When Pirius glanced at the reverse view he saw the Xeelee fighter. Its night-dark wings flexed and sparked as it swam through space after him. He had never seen a Xeelee so close, save in sims: he didn’t know anybody who had, and lived. It was more than inhuman, he thought, more than just alien; it was a dark, primeval thing, not of this time. But it was perfectly adapted to this environment, as humans with their clumsy gadgetry were not.

And it was still on his tail. All he could do was fly the ship; there was absolutely nothing he could do about the Xeelee.

Ahead, light flared. Over the horizon came rushing a massive flaw in the star’s crust, a pool of blue- white light kilometers wide from which starstuff poured in a vertical torrent, radiating as much energy in a fraction of a second as Earth’s sun would lose in ten thousand years. An arch, yellow-

white, was forming above the star’s tight horizon, kilometers high. In places the arch feathered and streamed, tracing out the lines of the magnetic field that restrained it.

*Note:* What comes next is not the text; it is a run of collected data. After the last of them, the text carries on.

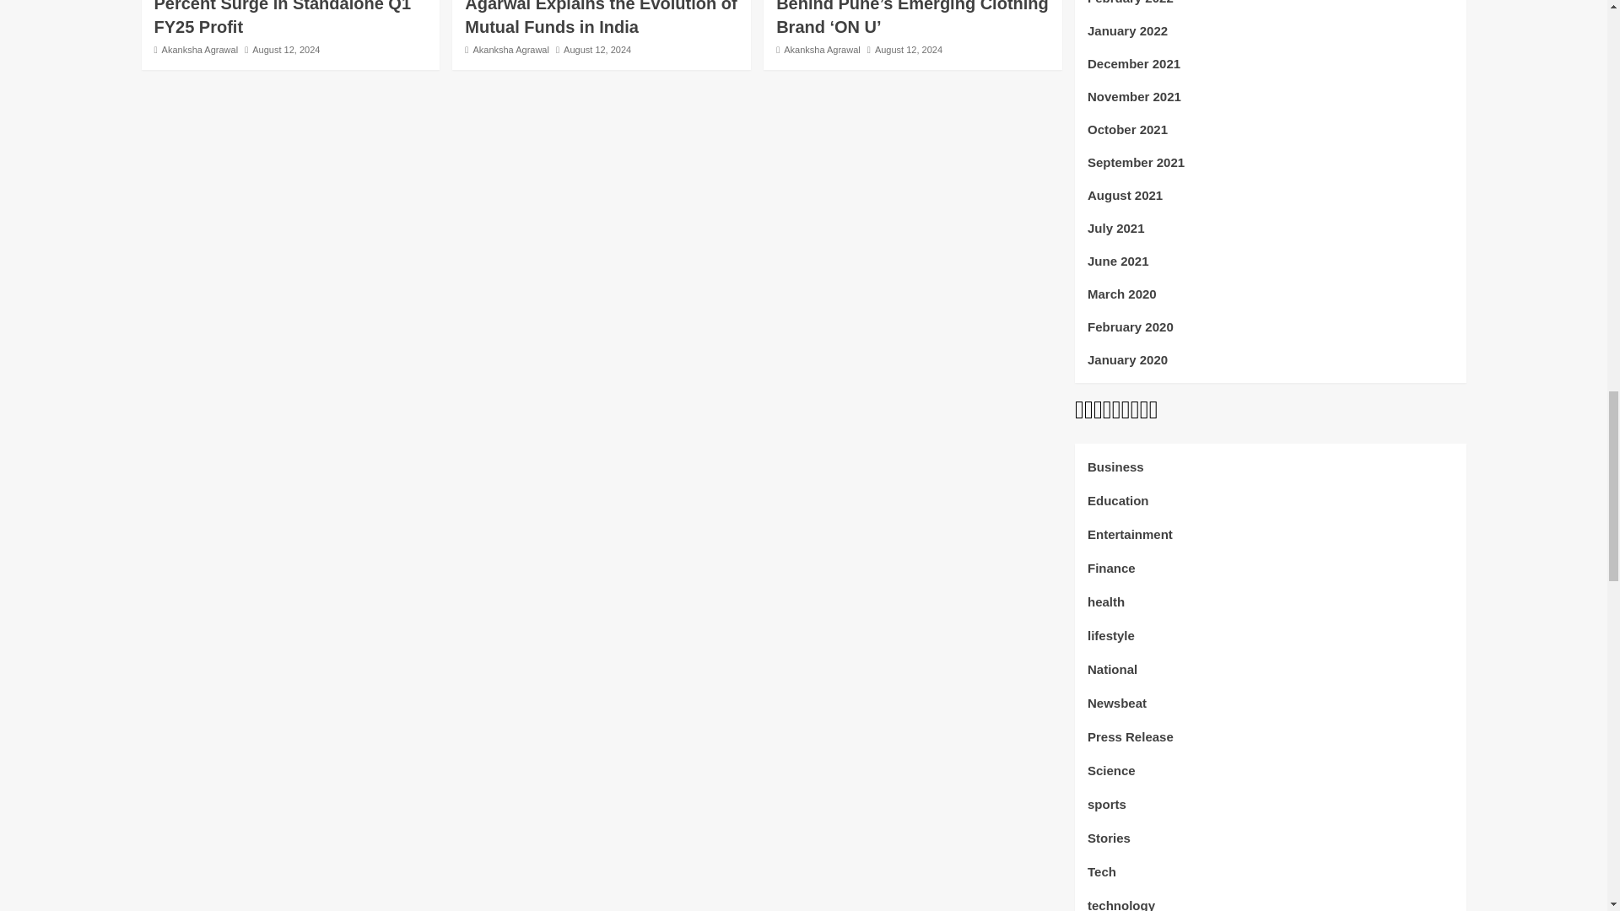  I want to click on August 12, 2024, so click(285, 49).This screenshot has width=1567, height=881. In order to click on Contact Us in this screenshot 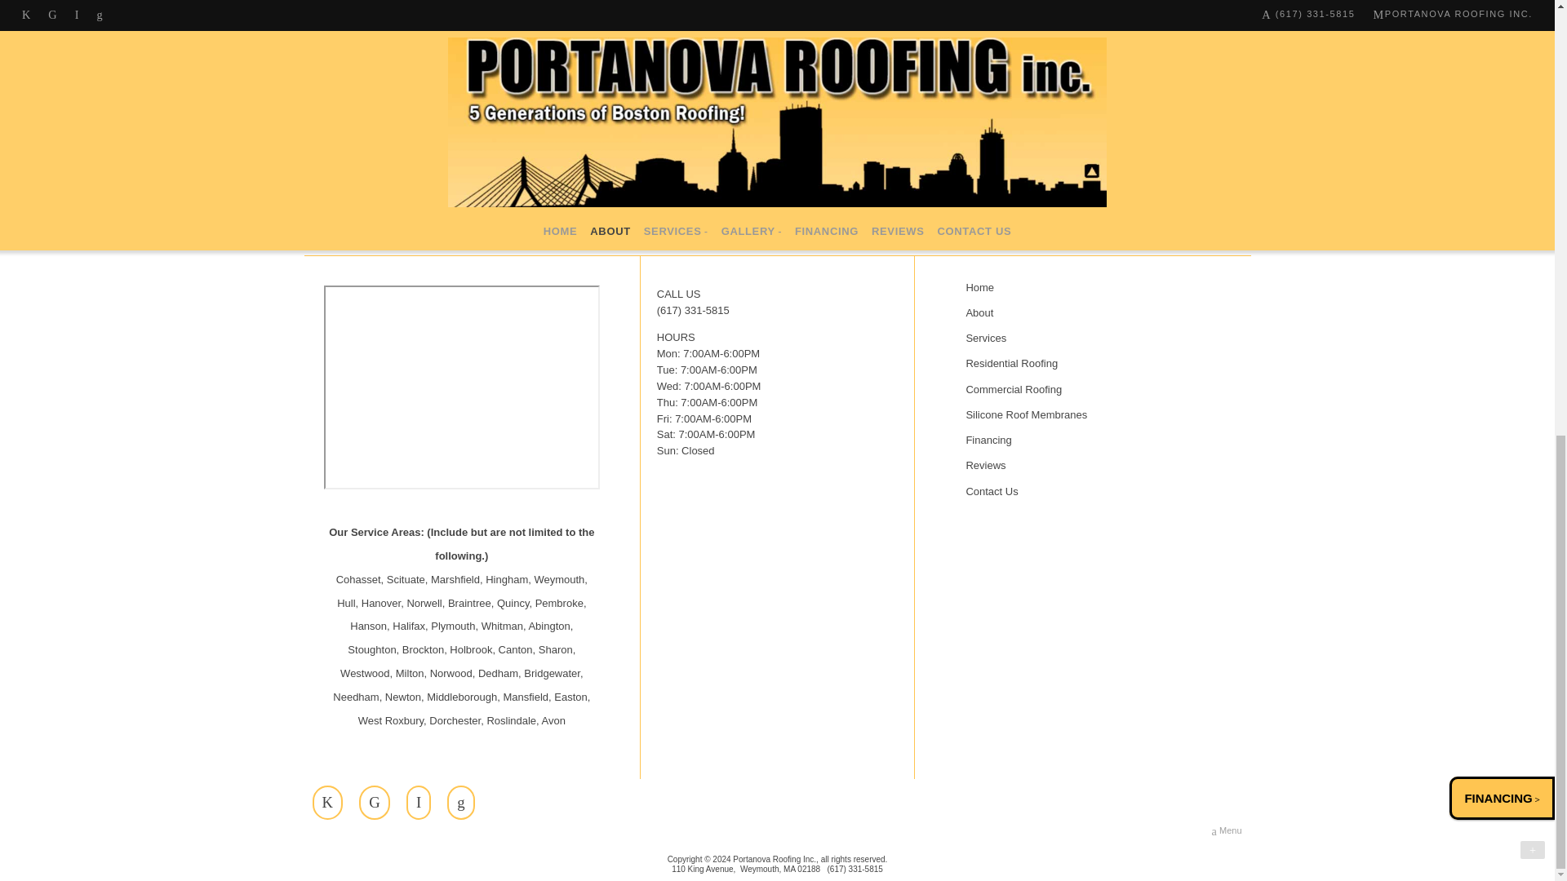, I will do `click(1092, 491)`.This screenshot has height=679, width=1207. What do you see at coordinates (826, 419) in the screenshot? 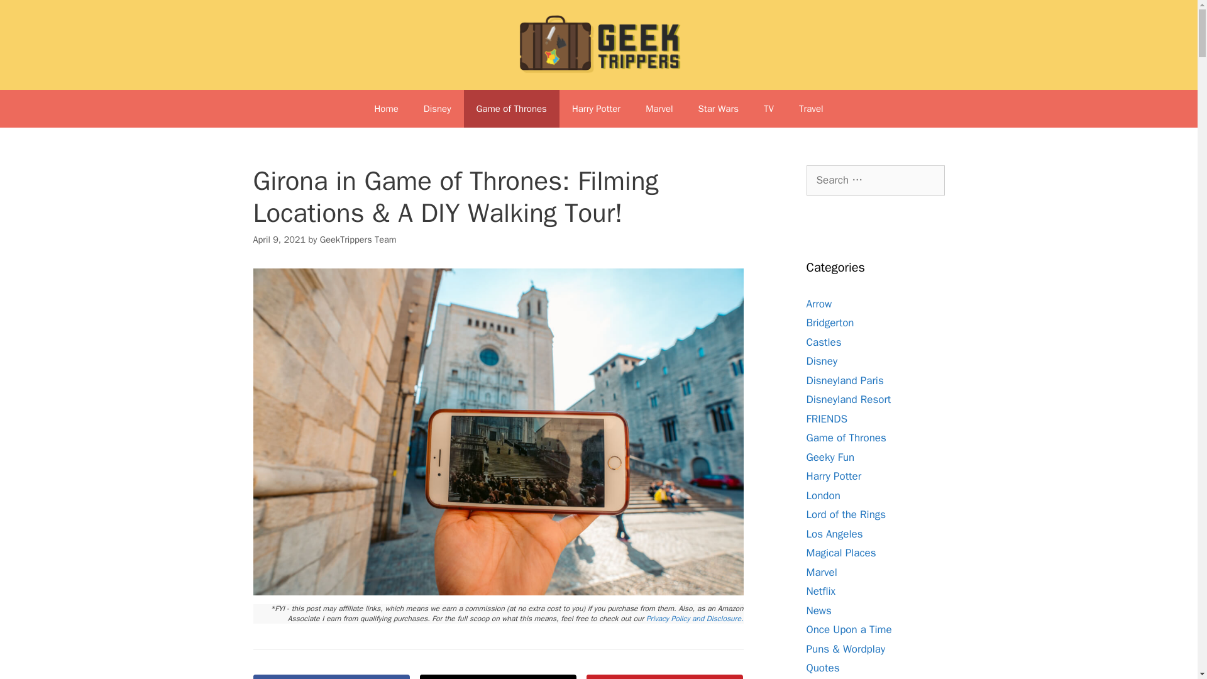
I see `FRIENDS` at bounding box center [826, 419].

On a neutron star, events happened fast. The rent in the surface was already healing, the arch collapsing almost as soon as it had formed, its material dragged down by the star’s magisterial gravity field.

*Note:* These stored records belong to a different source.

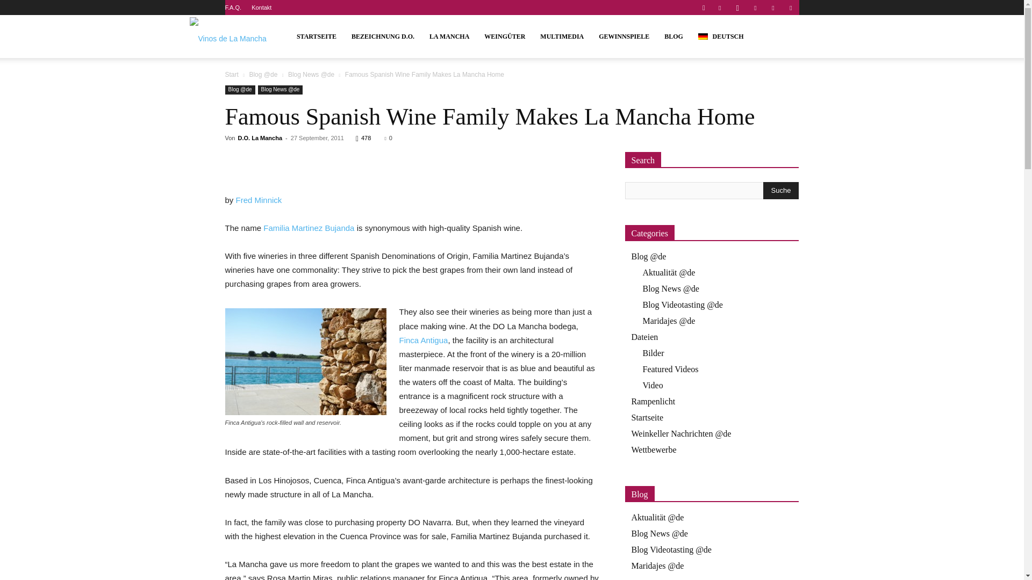 This screenshot has width=1032, height=580. What do you see at coordinates (737, 8) in the screenshot?
I see `Instagram` at bounding box center [737, 8]. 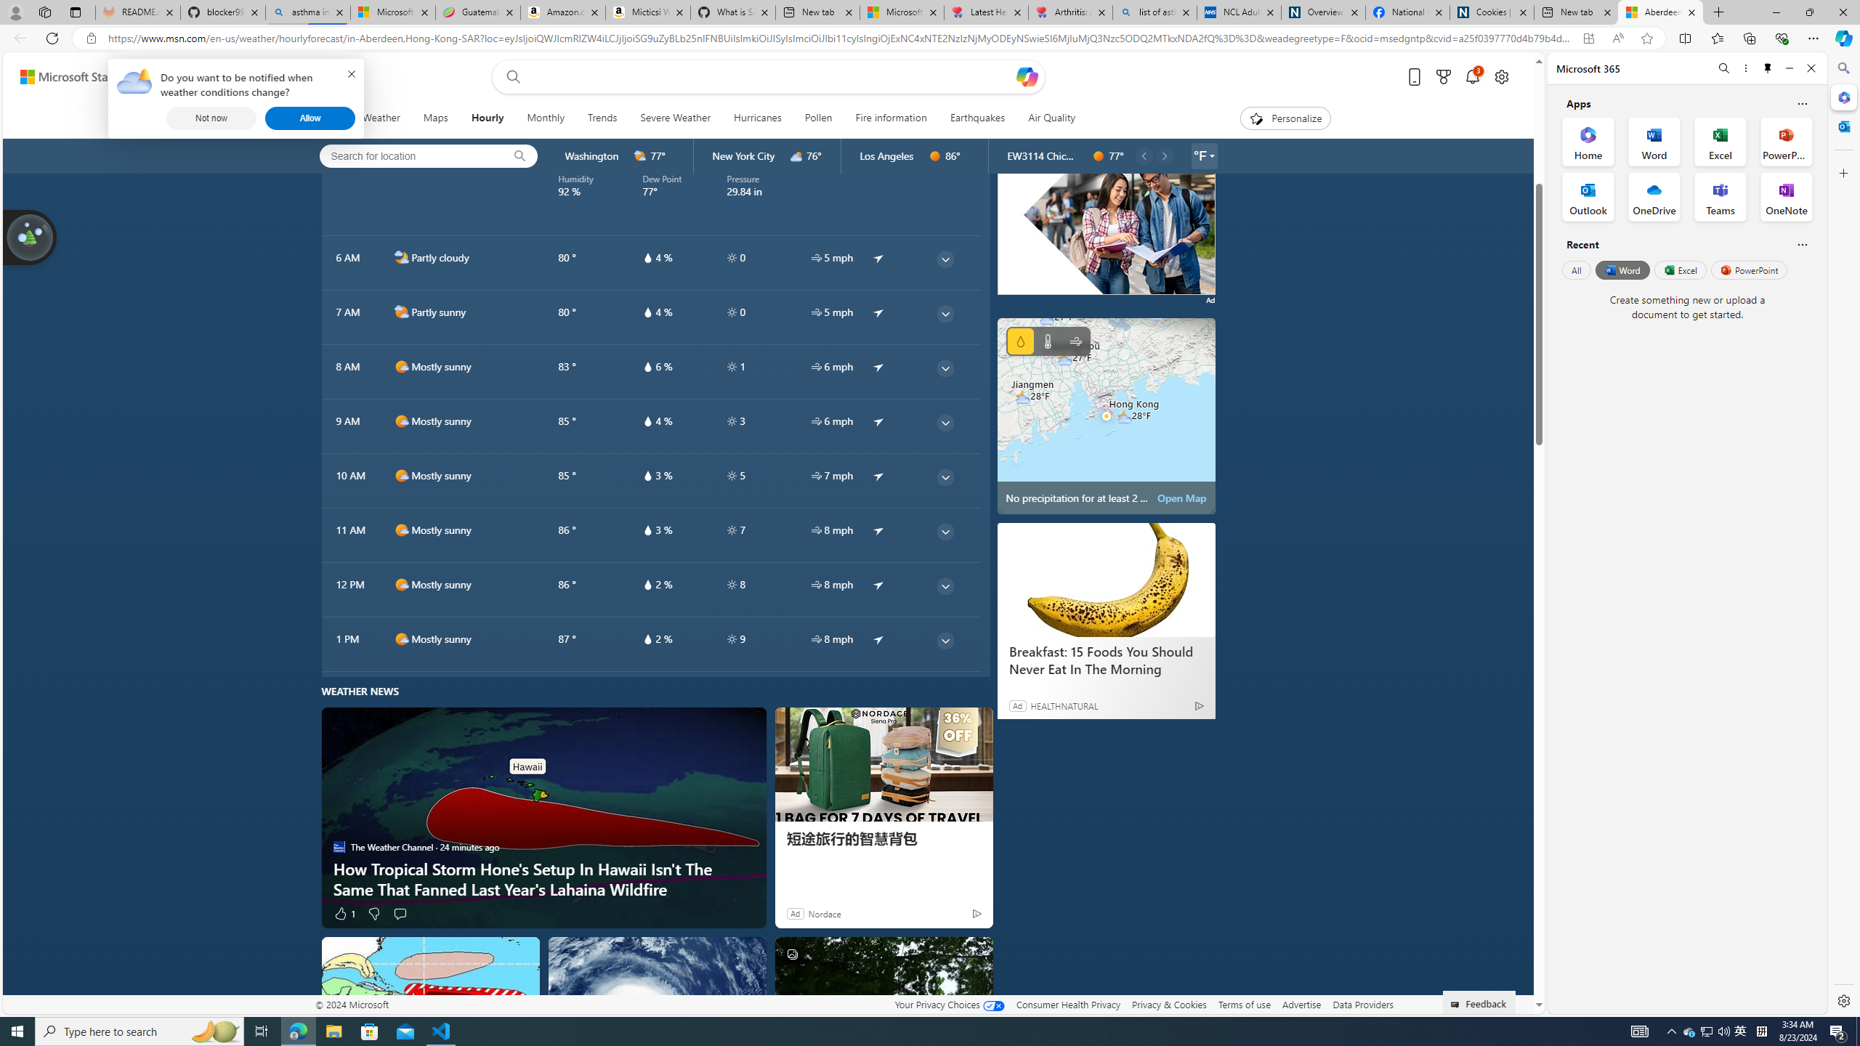 What do you see at coordinates (602, 118) in the screenshot?
I see `Trends` at bounding box center [602, 118].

And the Claw flew right underneath it.

Pirius’s blister shuddered as if it would tear itself apart. Those mottled surface features whipped beneath, and the arch loomed above him. He had never known such a sensation of sheer speed. He might not live through this, but Lethe, it was quite a ride.

There was a punch in the small of his back, the ghost of hundreds of gravities as the Claw kicked its way out of the star’s gravity well.

The neutron star whipped away into darkness. The arch had already collapsed.

And in the last instant he glimpsed the Xeelee, behind him. No longer an implacable, converging foe, it was folding over, as if its graceful wings were crumpled in an invisible fist.